Wiener spoke with Jeff Frick, host of theCUBE, SiliconANGLE Media’s mobile livestreaming studio, during the InterBike Marketweek event in Reno, Nevada. They discussed how The New Wheel formed in San Francisco and why cyclists switch to e-bikes.

This week, theCUBE spotlights Karen Wiener in its new Startup of the Week feature. 

A cycle for the City by the Bay

Wiener began selling electric bikes out of her San Francisco apartment in 2010; thus The New Wheel was born. She knew about e-bikes’ popularity overseas and was amazed that American manufacturers were leaving the U.S. market largely untapped. 

“We realized that, gosh, San Francisco is the perfect place,” she said. 

Electric bikes amplify pedaling power. They feel a lot like regular bikes do when a rider is in the best possible shape on the best possible day, Wiener described. The extra oomph is a godsend for mounting San Francisco’s notorious hills.

“We had a mobile shop that we would ride from farmers market to farmers market,” she said. “Then we opened our first store in 2012.”

Today, the company runs stores in San Francisco and Marin County in addition to its website. “We focus on curating high-quality electric bikes that are going to work really well in San Francisco, which, as you know, is really rugged, especially in terms of elevation-gain environment,” she added.

That oomph can range from a modest assist to a boost that can make rough-terrain mountain biking feel like a ride down the sidewalk. “I talk with a fair amount of people in the bike industry, and my understanding is that lots of the growth in mountain biking is coming from the e-bike,” said Orion O’Neill, sales manager at Future Motion Inc., who spoke to theCUBE during the InterBike event. Future Motion manufactures a single-wheeled, electric skateboard popular in the last-mile transportation market.
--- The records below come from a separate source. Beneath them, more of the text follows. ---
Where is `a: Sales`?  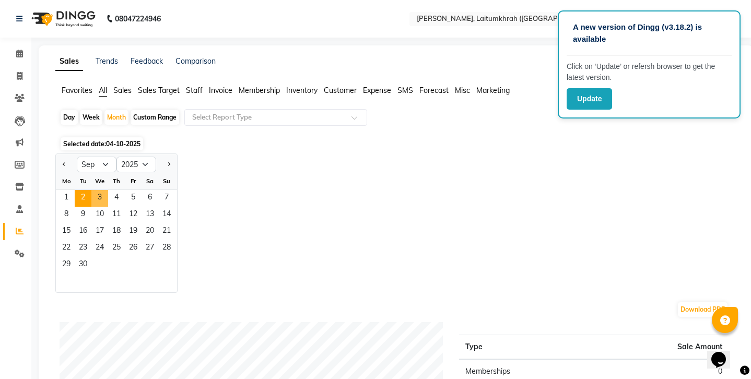 a: Sales is located at coordinates (69, 62).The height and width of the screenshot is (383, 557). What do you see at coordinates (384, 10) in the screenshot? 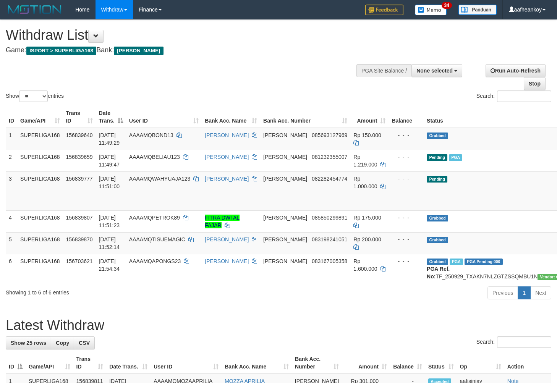
I see `img: Feedback.jpg` at bounding box center [384, 10].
US goes dockless to catch up with EU

Europe has been ahead of the U.S. in e-biking and biking generally for years. Bike commuting is so popular in Europe that the Netherlands has an 11-mile highway just for cyclists, called RijnWaalpad. E-bikes that demand less physical exertion, along with startups that make grabbing a bike on the go almost as easy as hailing an Uber, might help Americans catch up.

Uber Technologies Inc. began offering customers access to Jump Bikes Inc. through its app last February and officially acquired it in April. Through the mobile app, users receive a PIN to unlock a nearby electric bicycle. The big leap for Jump and similar startups is that the e-bike is dockless, meaning users can pickup and drop off bikes just about anywhere there’s something to which they can secure them. Numbers released in July showed that since Uber made bikes an option, their use rose 15 percent while car trips declined by 10 percent.
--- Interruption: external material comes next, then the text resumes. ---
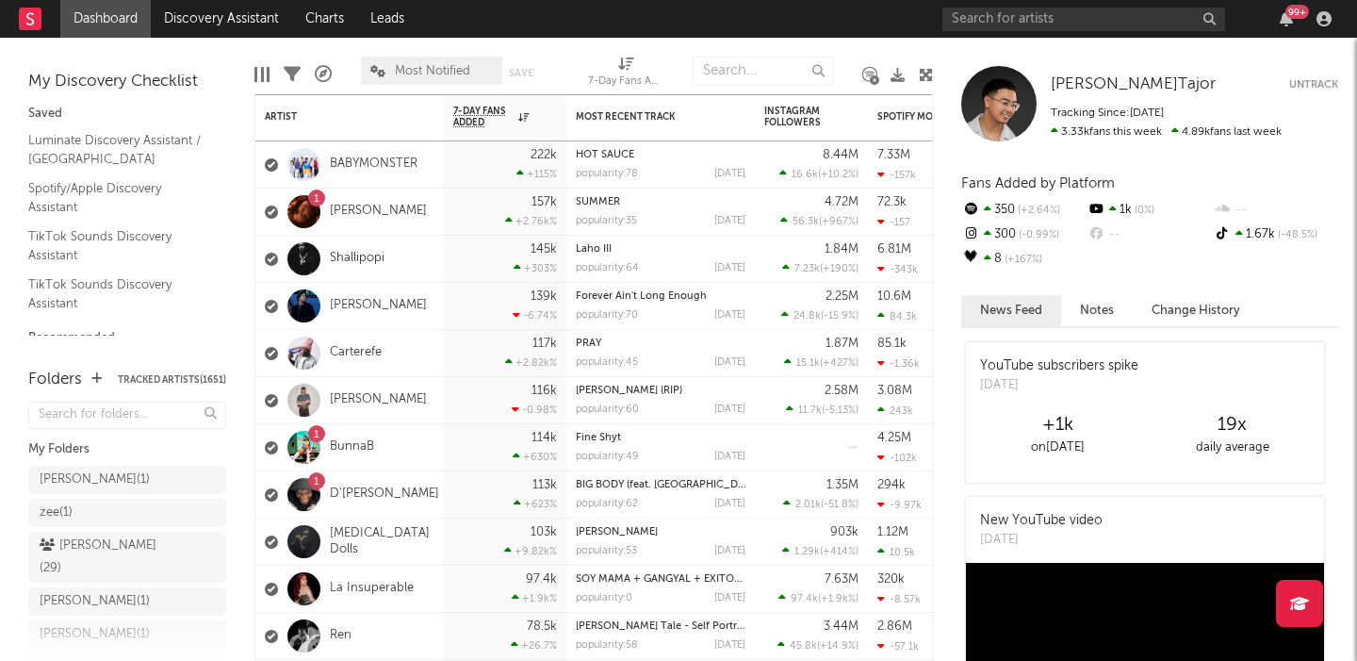  What do you see at coordinates (897, 457) in the screenshot?
I see `div: -102k` at bounding box center [897, 457].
When commuters choose bikes over cars, it can have big benefits for the environment and for drivers on long trips who don’t have to share the road with people on a five-minute drive to Trader Joe’s.
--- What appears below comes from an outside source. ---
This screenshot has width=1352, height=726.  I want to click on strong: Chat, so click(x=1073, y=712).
“During rush hour, it is very inefficient for a one-ton hulk of metal to take one person 10 blocks,” Uber Chief Executive Officer Dara Khosrowshahi told the Financial Times. “We’re able to shape behavior in a way that’s a win for the user. It’s a win for the city. Short-term financially, maybe it’s not a win for us, but strategically long-term we think that is exactly where we want to head.”

Cities such as Seattle have bike-sharing programs in full gear, and others are following suit. It used to cost cities tons of taxpayer dollars, to the tune of $5,000 per bike, to implement a program. Now, through a permitting process, they can get startups to furnish and service the bikes.

“This is the moment everyone in the industry has been hoping for,” Nick Foley, head of product at Social Bicycles, which operates Jump, told CNN last year.

For those in the market for personal ownership, The New Wheel offers e-bikes ranging from roughly $2,000 to $8,000.

“People love their bikes,” Wiener said. “What surprises them I think most most often is just how many miles they’re accruing on their odometer. We all live with a lot of stress and a lot of multitasking. And taking 20 minutes on your bike and just having a great relaxing time is unbeatable.”